Equivariant Transformer Networks
Kai Sheng Tai · Peter Bailis · Gregory Valiant
How can prior knowledge on the transformation invariances of a domain be incorporated into the architecture of a neural network? We propose Equivariant Transformers (ETs), a family of differentiable image-to-image mappings that improve the robustness of models towards pre-defined continuous transformation groups. Through the use of specially-derived canonical coordinate systems, ETs incorporate functions that are equivariant by construction with respect to these transformations. We show empirically that ETs can be flexibly composed to improve model robustness towards more complicated transformation groups in several parameters. On a real-world image classification task, ETs improve the sample efficiency of ResNet classifiers, achieving relative improvements in error rate of up to 15% in the limited data regime while increasing model parameter count by less than 1%.
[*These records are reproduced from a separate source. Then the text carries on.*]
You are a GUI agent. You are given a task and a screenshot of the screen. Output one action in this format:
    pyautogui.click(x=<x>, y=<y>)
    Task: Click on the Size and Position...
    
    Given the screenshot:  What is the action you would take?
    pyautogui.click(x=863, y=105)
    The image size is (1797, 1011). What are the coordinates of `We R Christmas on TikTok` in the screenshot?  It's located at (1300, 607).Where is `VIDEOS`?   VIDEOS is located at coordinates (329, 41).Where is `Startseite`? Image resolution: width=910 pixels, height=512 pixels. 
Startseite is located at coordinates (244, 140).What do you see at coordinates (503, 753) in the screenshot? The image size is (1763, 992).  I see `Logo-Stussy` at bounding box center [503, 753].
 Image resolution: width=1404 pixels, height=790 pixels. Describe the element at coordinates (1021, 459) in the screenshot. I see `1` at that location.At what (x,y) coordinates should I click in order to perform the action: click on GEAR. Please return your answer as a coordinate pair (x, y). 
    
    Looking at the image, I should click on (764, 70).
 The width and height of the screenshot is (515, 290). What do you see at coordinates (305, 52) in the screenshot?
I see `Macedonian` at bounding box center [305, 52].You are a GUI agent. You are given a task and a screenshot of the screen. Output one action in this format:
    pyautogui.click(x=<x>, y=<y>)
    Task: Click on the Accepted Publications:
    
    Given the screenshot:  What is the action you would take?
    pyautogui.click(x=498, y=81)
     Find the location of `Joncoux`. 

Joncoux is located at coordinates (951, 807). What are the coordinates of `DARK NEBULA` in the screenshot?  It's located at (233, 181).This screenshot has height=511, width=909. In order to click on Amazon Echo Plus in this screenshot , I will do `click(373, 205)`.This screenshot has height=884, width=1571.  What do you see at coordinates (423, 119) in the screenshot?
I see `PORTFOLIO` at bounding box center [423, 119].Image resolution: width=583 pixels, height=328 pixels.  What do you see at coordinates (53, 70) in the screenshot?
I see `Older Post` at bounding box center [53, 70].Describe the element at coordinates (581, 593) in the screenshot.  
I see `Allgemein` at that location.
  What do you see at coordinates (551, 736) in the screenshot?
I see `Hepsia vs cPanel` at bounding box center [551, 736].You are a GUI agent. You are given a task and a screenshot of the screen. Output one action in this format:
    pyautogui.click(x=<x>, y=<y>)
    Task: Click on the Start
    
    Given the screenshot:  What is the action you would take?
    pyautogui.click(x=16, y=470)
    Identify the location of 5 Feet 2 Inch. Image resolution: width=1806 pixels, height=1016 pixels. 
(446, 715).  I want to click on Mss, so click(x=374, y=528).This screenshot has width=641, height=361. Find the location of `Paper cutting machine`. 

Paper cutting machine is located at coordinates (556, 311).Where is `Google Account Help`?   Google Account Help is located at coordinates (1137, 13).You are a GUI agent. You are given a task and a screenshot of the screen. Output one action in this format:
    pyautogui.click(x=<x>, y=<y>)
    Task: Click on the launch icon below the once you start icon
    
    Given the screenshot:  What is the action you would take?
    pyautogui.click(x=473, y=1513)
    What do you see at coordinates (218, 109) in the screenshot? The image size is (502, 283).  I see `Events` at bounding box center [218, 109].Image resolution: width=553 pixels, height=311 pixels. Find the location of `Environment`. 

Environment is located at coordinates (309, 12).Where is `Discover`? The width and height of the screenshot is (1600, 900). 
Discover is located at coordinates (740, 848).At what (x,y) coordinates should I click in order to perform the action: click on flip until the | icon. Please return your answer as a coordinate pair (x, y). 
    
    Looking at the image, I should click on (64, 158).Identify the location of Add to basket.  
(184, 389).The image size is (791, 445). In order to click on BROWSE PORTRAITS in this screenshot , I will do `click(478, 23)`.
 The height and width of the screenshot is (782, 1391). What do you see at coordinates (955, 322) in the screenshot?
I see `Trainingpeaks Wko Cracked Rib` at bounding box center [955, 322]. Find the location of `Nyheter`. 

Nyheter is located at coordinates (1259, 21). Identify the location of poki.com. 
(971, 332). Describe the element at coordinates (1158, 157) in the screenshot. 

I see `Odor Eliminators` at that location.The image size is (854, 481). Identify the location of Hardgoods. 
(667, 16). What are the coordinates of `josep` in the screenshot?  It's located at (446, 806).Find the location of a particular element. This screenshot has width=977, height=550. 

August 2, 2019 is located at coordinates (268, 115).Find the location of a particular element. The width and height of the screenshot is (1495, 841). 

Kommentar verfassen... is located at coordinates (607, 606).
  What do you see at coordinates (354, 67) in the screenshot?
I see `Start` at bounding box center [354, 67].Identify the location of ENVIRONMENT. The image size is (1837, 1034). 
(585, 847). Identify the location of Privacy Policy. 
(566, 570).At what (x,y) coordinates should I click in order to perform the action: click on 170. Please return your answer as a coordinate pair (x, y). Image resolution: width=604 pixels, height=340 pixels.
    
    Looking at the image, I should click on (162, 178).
Overcoming Multi-model Forgetting
Yassine Benyahia · Kaicheng Yu · Kamil Bennani-Smires · Martin Jaggi · Anthony C. Davison · Mathieu Salzmann · Claudiu Musat
We identify a phenomenon, which we refer to as multi-model forgetting, that occurs when sequentially training multiple deep networks with partially-shared parameters; the performance of previously-trained models degrades as one optimizes a subsequent one, due to the overwriting of shared parameters. To overcome this, we introduce a statistically-justified weight plasticity loss that regularizes the learning of a model's shared parameters according to their importance for the previous models, and demonstrate its effectiveness when training two models sequentially and for neural architecture search. Adding weight plasticity in neural architecture search preserves the best models to the end of the search and yields improved results in both natural language processing and computer vision tasks.
Bayesian Nonparametric Federated Learning of Neural Networks
Mikhail Yurochkin · Mayank Agarwal · Soumya Ghosh · Kristjan Greenewald · Nghia Hoang · Yasaman Khazaeni
In federated learning problems, data is scattered across different servers and exchanging or pooling it is often impractical or prohibited. We develop a Bayesian nonparametric framework for federated learning with neural networks. Each data server is assumed to provide local neural network weights, which are modeled through our framework. We then develop an inference approach that allows us to synthesize a more expressive global network without additional supervision, data pooling and with as few as a single communication round. We then demonstrate the efficacy of our approach on federated learning problems simulated from two popular image classification datasets.